The spot was once a popular tourist attraction, garnering attention from the likes of the Discovery Channel, the Learning Channel, Roadside Attractions and others, but it has lost some of its luster since Craven passed away.
"Since my partner died," says Carsey, "with one person taking care of it, it's getting scraggly."
The hot sun and harsh winds have chipped the paint on many of the sculptures and weeds are growing up around the lot. Carsey pulls at a waist-high invasive species as we walk around the Love Pond—a heart-shaped irrigation pond that has been the site for about 50 weddings and commitment ceremonies over the years. Typically, the farm has held a free wedding day the last Saturday of June, where Carsey himself—an ordained minister with the Universal Life Church—presides.
At the entrance to the pond stands an arrow some 20 feet tall. It's where Cupid struck and missed, Carsey explains. Another similar arrow can be found in the middle of the pond as well, right on target. Also outside, pieces of snarled wood jut out of the ground, each with a gnarly lump painted red or blue. These are "heartthrobs," Carsey says, pointing out that the colorful lumps represent both straight celebrities, such as Elvis, and gay celebrities, though he has a hard time recalling which ones.

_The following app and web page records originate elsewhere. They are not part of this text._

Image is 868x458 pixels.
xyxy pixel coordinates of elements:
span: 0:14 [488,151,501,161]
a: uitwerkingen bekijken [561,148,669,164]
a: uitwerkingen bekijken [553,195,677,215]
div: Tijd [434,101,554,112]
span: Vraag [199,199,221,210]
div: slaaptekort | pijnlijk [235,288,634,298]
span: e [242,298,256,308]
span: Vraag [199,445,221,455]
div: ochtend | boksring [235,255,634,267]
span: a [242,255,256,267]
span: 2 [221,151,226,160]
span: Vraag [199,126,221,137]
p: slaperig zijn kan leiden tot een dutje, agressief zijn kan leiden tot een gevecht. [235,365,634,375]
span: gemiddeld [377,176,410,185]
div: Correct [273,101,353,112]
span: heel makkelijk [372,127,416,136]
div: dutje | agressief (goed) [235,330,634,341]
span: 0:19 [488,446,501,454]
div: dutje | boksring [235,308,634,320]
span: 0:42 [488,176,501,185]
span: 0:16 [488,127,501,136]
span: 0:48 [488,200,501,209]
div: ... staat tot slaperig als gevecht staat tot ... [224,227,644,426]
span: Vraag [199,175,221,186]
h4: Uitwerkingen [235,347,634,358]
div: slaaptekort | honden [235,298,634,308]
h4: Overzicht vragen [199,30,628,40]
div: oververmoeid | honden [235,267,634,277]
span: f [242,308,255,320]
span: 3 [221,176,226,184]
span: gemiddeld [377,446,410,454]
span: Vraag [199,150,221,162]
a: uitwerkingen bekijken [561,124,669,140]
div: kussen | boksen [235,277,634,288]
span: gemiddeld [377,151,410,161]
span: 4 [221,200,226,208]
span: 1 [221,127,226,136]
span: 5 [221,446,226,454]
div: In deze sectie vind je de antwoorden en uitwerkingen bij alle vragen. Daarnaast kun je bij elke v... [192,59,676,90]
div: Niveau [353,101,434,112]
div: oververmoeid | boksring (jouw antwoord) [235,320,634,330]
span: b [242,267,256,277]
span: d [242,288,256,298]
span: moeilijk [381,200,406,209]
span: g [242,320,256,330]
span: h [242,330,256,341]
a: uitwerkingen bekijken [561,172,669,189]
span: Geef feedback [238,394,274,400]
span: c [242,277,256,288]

"Like Liberace," he offers, then second-guesses: "Was Liberace anyone's heartthrob? Or maybe Lily Tomlin."
As we circumambulate the pond, Carsey explains that couples are supposed to sing Elvis's "Love Me Tender" as they walk. When we reach the ceremonial arch, adorned with the word "LOVE" in big, red letters, he points to either side, explaining that he once had strawberries growing on one side, and rhubarb on the other—to symbolize the joining of two complementary elements. Beyond the arch, a once-white carpet curves through the field. Now nearly bleached out by the sun of so many summers, the faint outline of pink hearts can still be seen on the carpet.
The hearts aren't the only thing that's been lost with the passage of time.
"The flamingos have all flown south," Carsey explains as we pass by their former nesting area. "I used to think they were an endangered species, but then I drove to the trailer park up the road."
While The Wizard of Oz clearly serves as a muse, Carsey says that most of the ideas come from his own mind. He recalls a mother who once visited here with her son. The child asked why Carsey makes all these strange objects and the mother replied, "He just does the things that other people just think of doing."